*** Opening PROVIDED ENTRIES ***

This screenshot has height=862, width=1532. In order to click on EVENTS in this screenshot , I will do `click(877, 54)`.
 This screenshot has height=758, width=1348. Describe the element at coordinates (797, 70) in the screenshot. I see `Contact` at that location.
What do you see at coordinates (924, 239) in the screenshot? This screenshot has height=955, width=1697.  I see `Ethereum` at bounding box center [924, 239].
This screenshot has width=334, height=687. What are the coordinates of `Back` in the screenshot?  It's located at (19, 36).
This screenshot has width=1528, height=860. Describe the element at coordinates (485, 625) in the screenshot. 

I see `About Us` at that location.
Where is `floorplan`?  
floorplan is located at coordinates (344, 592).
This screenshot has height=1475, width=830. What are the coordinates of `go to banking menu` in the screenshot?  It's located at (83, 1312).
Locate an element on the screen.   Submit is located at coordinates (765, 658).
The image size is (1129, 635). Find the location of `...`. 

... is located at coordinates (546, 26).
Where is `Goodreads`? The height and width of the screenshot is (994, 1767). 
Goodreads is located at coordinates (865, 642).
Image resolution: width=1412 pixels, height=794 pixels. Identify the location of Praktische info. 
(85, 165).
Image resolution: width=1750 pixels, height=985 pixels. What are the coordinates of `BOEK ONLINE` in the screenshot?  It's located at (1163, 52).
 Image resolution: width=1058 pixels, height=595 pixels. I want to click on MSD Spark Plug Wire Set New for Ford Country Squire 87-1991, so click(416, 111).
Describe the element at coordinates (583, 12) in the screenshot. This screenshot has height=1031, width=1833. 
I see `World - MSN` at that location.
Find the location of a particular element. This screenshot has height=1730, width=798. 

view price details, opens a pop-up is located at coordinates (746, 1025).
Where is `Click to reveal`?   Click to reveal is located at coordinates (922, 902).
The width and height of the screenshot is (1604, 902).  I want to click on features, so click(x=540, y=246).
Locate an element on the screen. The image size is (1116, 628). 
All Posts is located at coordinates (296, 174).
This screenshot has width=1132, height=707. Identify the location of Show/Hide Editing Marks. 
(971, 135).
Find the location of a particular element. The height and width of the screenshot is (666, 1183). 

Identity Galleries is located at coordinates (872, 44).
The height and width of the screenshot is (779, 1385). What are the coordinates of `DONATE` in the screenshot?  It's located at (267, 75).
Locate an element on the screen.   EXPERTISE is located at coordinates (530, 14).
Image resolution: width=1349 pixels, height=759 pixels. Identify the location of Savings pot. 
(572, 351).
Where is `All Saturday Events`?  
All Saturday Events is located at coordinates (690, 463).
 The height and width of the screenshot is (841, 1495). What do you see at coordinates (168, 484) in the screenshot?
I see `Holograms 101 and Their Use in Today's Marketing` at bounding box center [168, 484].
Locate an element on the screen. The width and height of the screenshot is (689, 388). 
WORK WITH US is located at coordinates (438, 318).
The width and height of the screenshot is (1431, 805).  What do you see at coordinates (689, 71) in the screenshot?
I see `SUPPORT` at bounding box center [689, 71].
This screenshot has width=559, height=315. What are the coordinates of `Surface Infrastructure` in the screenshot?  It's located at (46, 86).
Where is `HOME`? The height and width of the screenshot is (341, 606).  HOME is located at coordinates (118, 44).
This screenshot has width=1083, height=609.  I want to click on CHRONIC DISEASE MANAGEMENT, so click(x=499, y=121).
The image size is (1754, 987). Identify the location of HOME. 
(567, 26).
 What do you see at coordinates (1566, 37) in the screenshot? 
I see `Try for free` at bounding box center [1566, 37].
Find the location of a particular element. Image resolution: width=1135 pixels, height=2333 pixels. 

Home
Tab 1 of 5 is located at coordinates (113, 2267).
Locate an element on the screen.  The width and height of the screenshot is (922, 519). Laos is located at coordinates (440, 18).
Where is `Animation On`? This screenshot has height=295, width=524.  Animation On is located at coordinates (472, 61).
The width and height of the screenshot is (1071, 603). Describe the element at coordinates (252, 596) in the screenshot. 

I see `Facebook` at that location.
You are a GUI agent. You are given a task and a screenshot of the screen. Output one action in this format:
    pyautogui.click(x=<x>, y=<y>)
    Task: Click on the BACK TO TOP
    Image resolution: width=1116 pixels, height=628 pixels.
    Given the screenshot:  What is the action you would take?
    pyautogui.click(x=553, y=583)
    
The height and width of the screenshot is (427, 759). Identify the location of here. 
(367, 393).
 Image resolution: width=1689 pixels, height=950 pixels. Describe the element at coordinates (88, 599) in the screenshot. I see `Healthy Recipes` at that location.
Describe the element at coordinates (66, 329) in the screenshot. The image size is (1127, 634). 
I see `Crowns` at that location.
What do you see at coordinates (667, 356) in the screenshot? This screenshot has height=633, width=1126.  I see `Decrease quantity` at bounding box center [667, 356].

*** Closing PROVIDED ENTRIES ***

> EXERCISE REQUIREMENTS: Please copy only the lines between the first line of the entries and the line with "This screenshot has height=1475, width=830.", keeping those two end lines as well, exactly as written.

> RESULT OF THE TASK:
This screenshot has height=862, width=1532. In order to click on EVENTS in this screenshot , I will do `click(877, 54)`.
 This screenshot has height=758, width=1348. Describe the element at coordinates (797, 70) in the screenshot. I see `Contact` at that location.
What do you see at coordinates (924, 239) in the screenshot? This screenshot has height=955, width=1697.  I see `Ethereum` at bounding box center [924, 239].
This screenshot has width=334, height=687. What are the coordinates of `Back` in the screenshot?  It's located at (19, 36).
This screenshot has width=1528, height=860. Describe the element at coordinates (485, 625) in the screenshot. 

I see `About Us` at that location.
Where is `floorplan`?  
floorplan is located at coordinates (344, 592).
This screenshot has height=1475, width=830. What are the coordinates of `go to banking menu` in the screenshot?  It's located at (83, 1312).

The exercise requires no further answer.